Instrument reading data
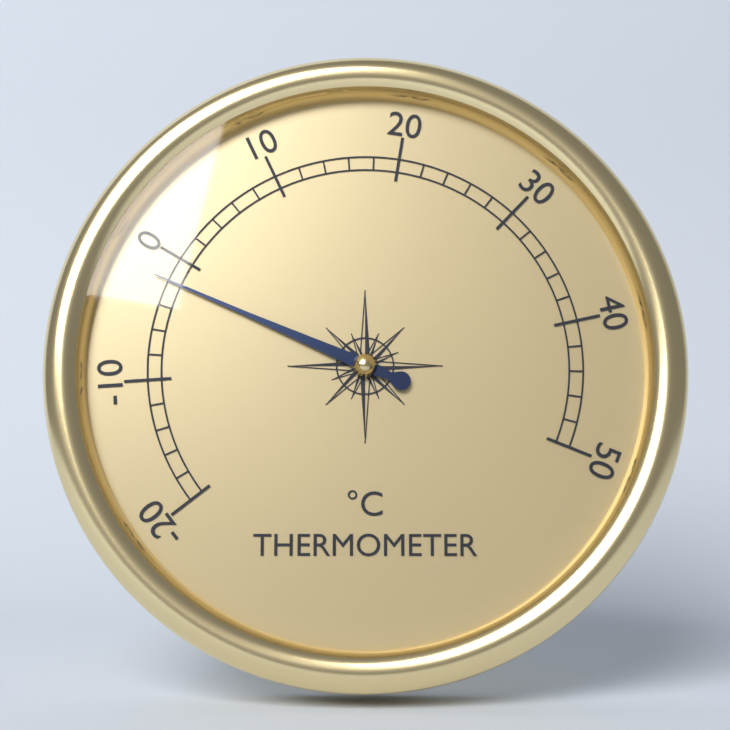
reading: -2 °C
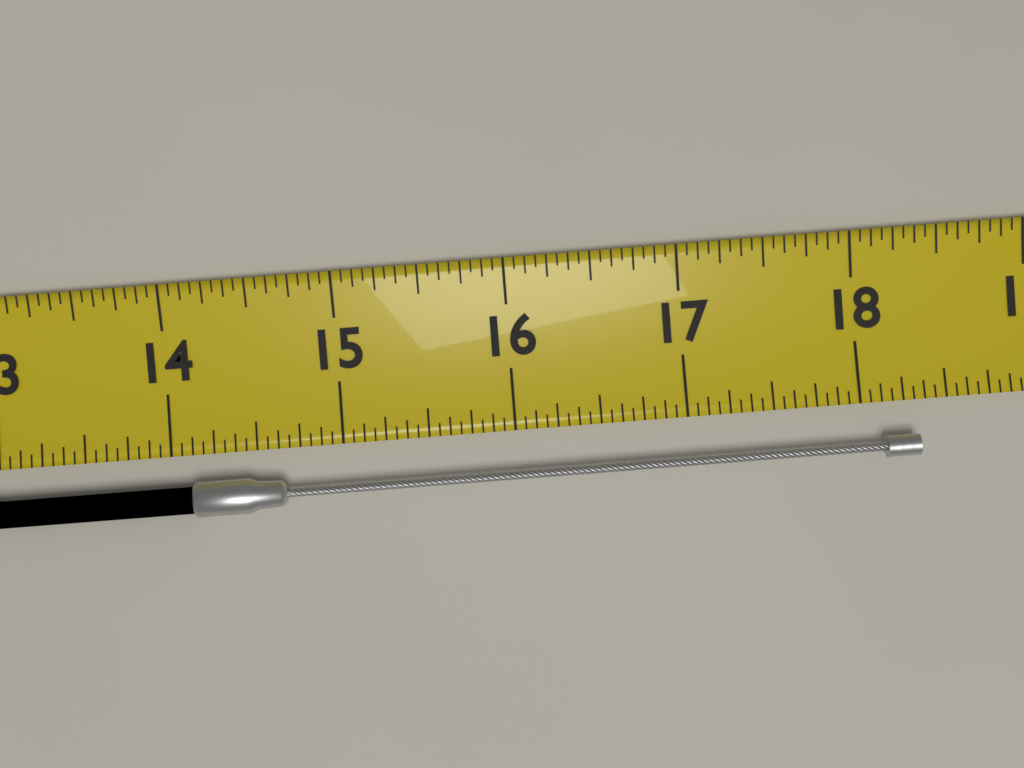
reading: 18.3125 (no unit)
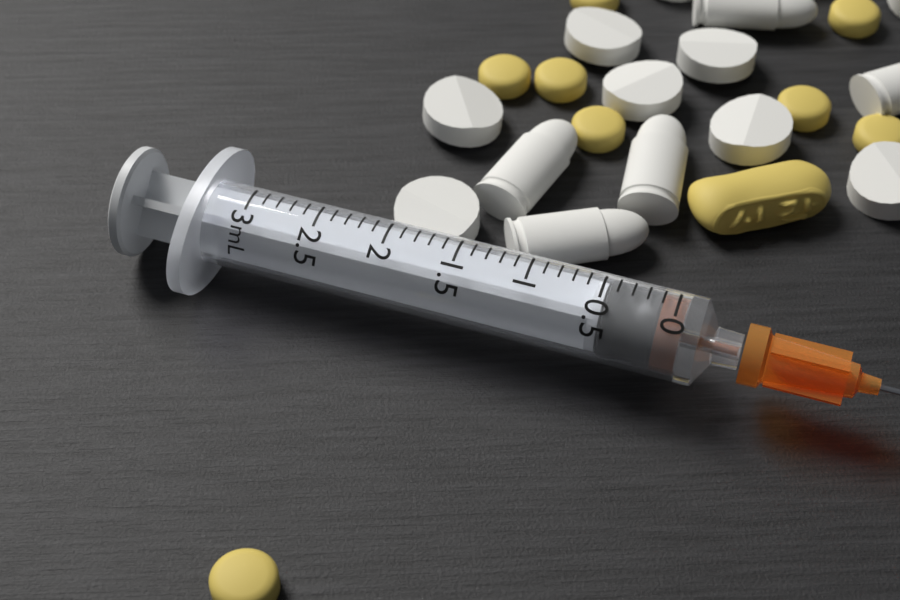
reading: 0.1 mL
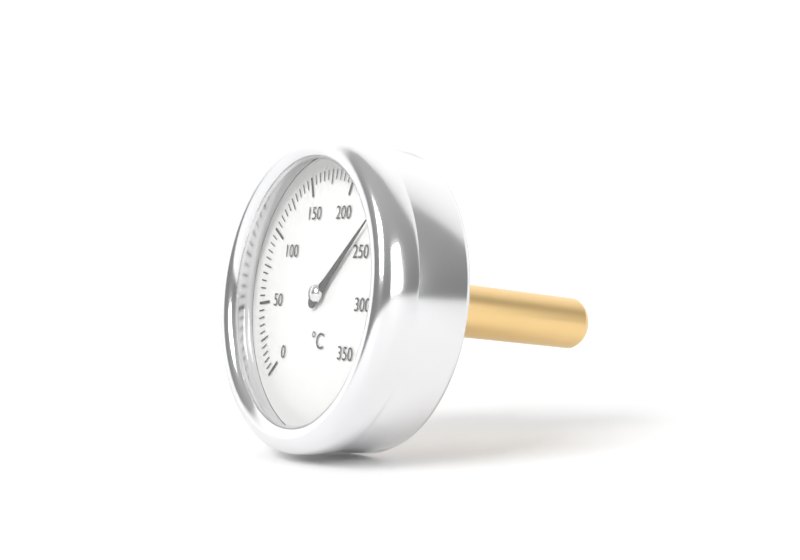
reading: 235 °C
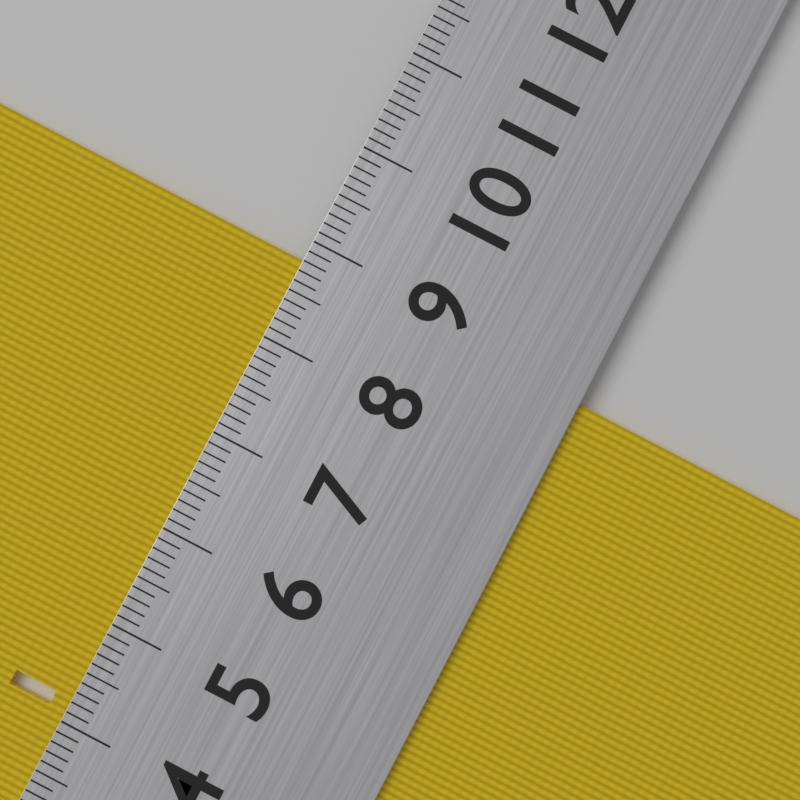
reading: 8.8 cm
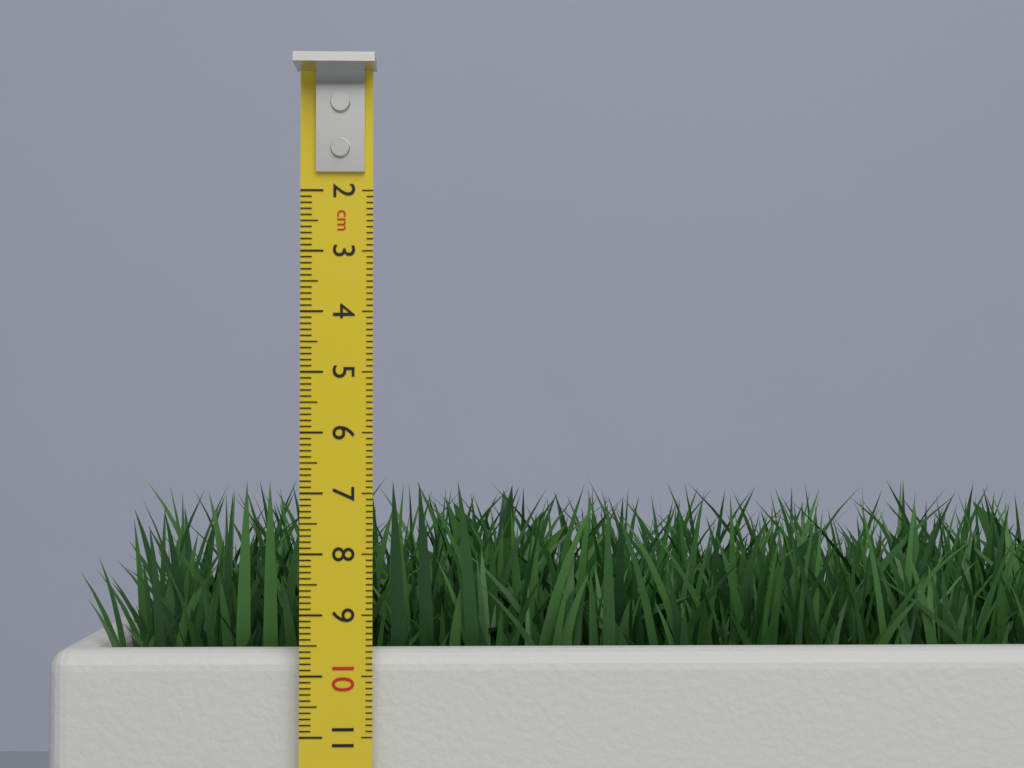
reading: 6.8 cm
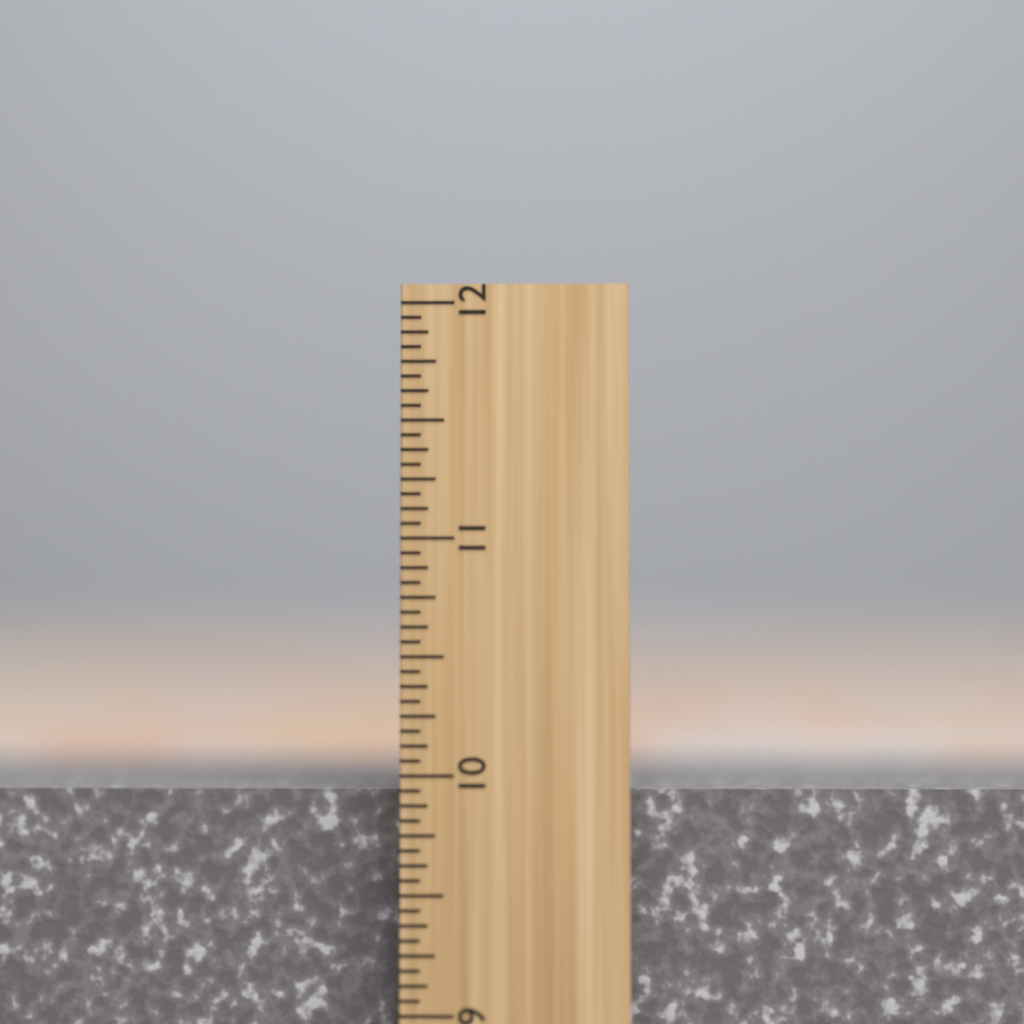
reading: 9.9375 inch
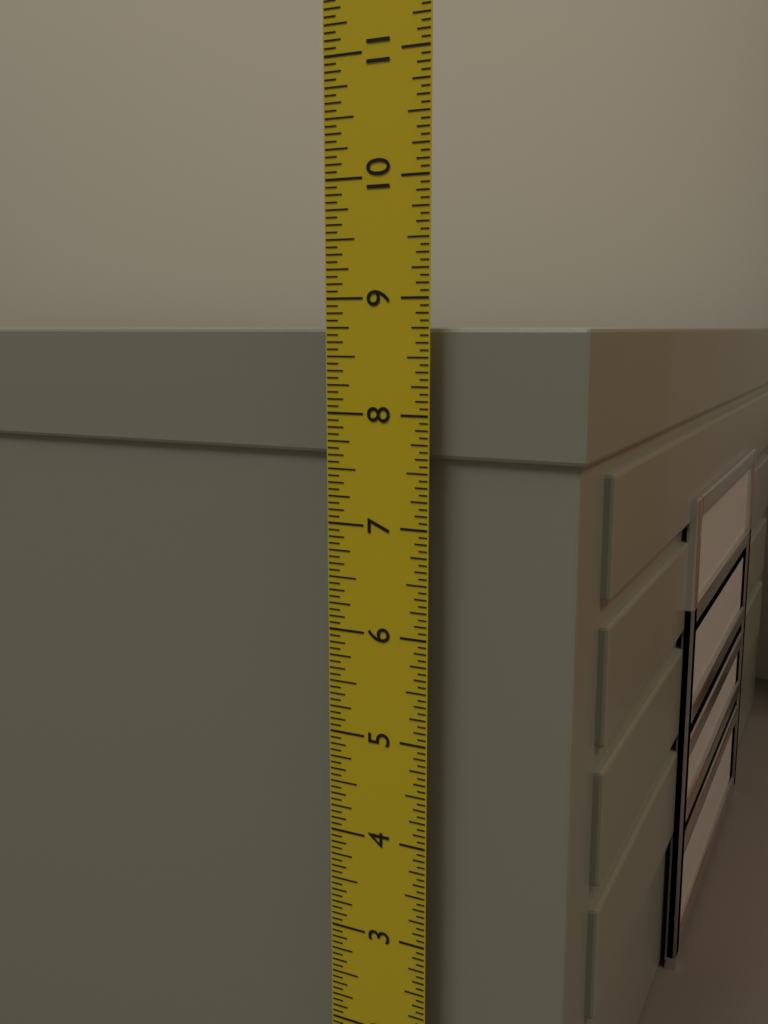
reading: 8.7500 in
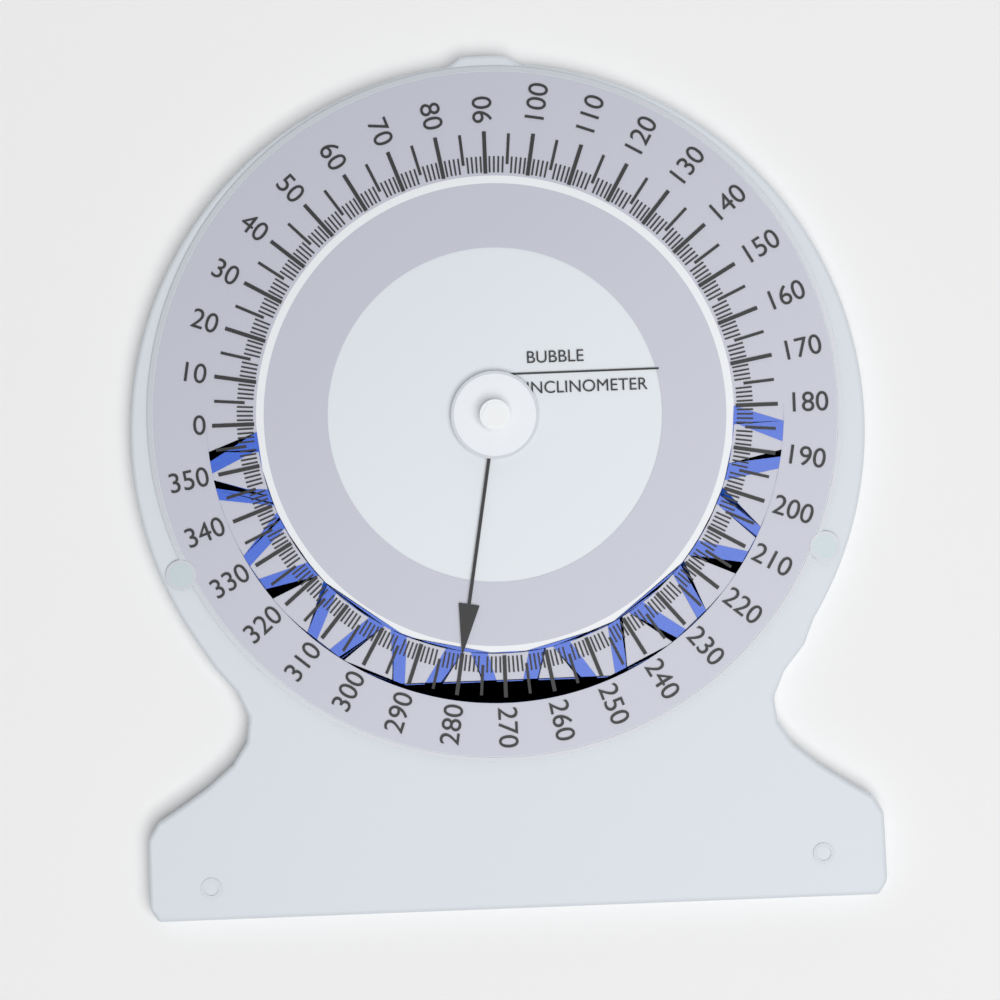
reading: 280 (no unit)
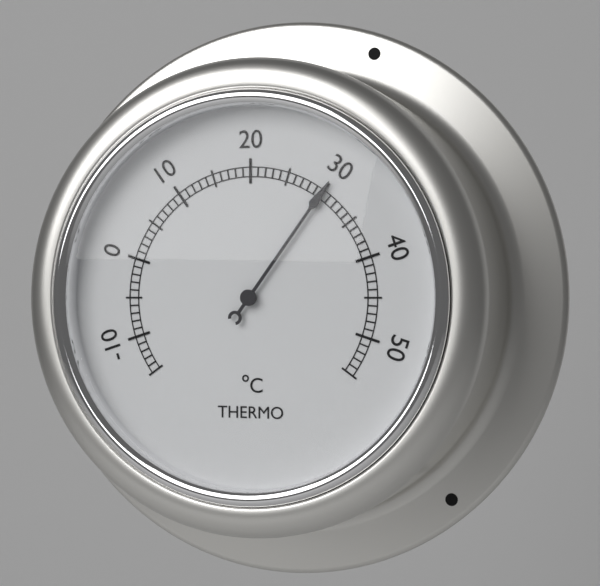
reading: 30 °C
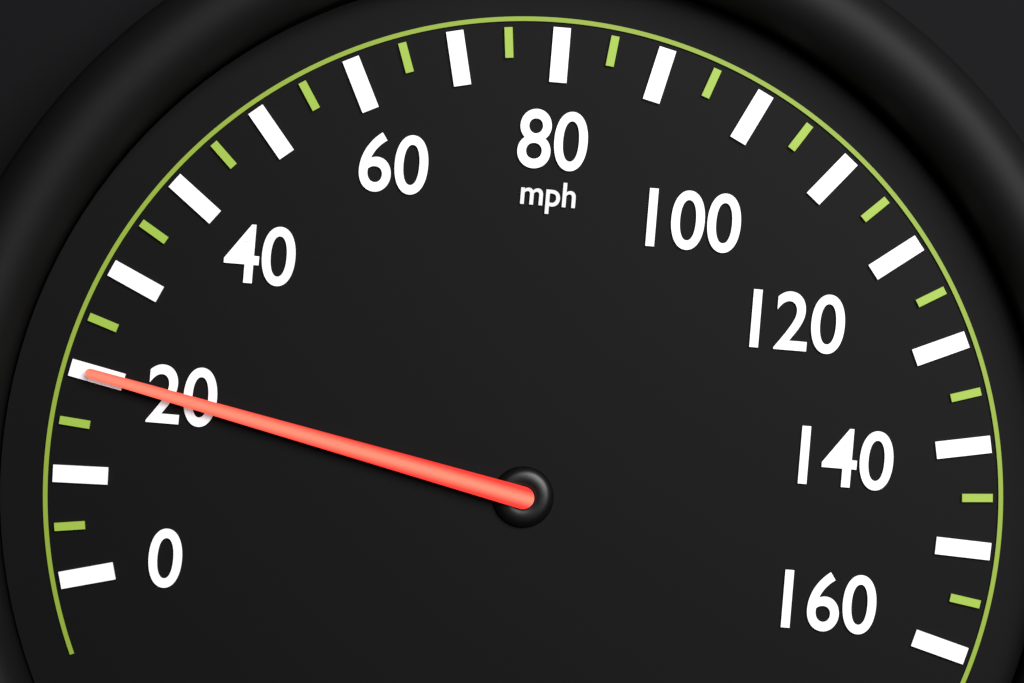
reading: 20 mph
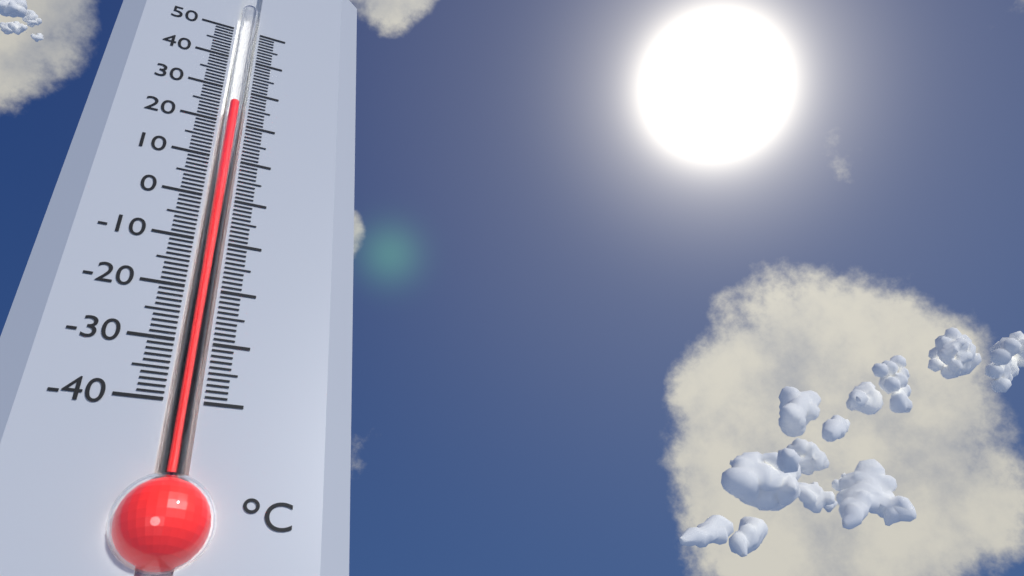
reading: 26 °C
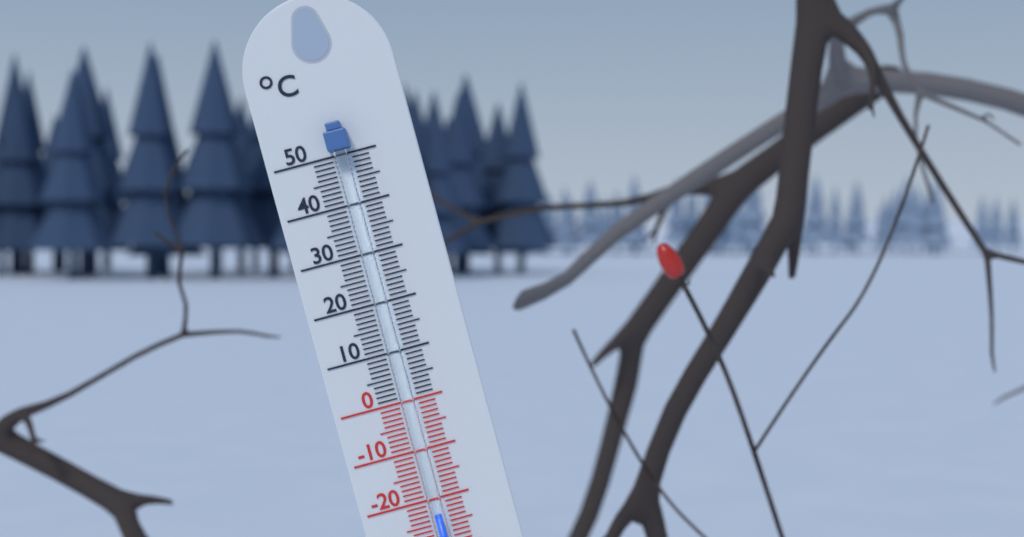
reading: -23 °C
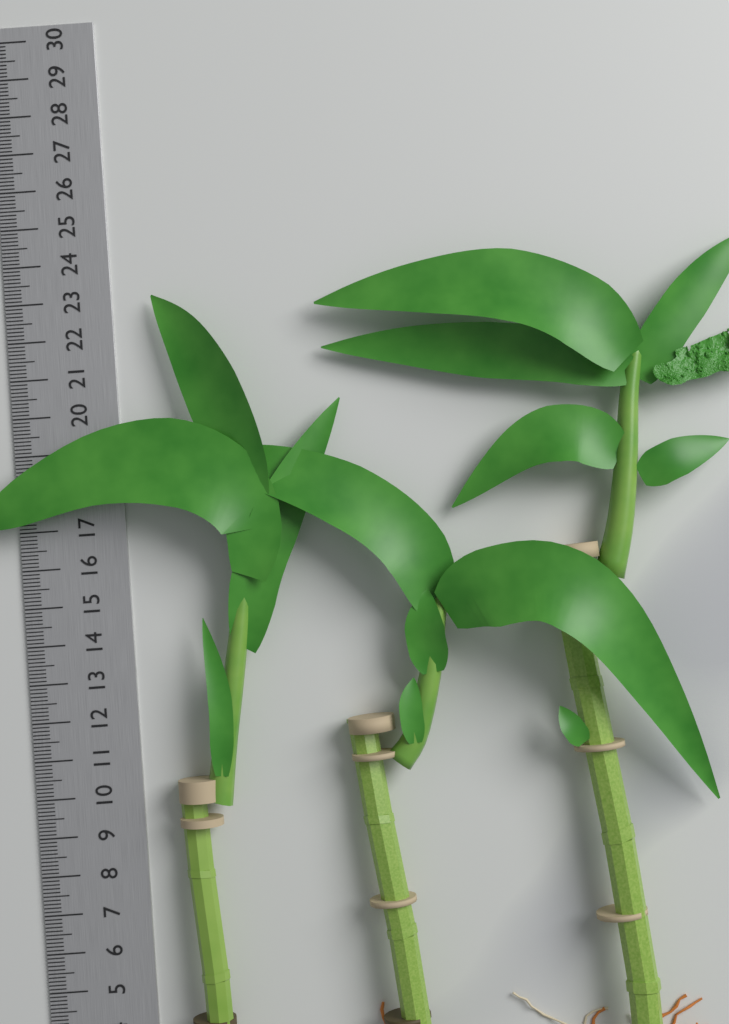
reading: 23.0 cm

• [WORK INSTRUCTIONS] Transcribe all of the records above exactly; no image should appear in what you write.

• [ANSWER BOX]
reading: -2 °C
reading: 18.3125 (no unit)
reading: 0.1 mL
reading: 235 °C
reading: 8.8 cm
reading: 6.8 cm
reading: 9.9375 inch
reading: 8.7500 in
reading: 280 (no unit)
reading: 30 °C
reading: 20 mph
reading: 26 °C
reading: -23 °C
reading: 23.0 cm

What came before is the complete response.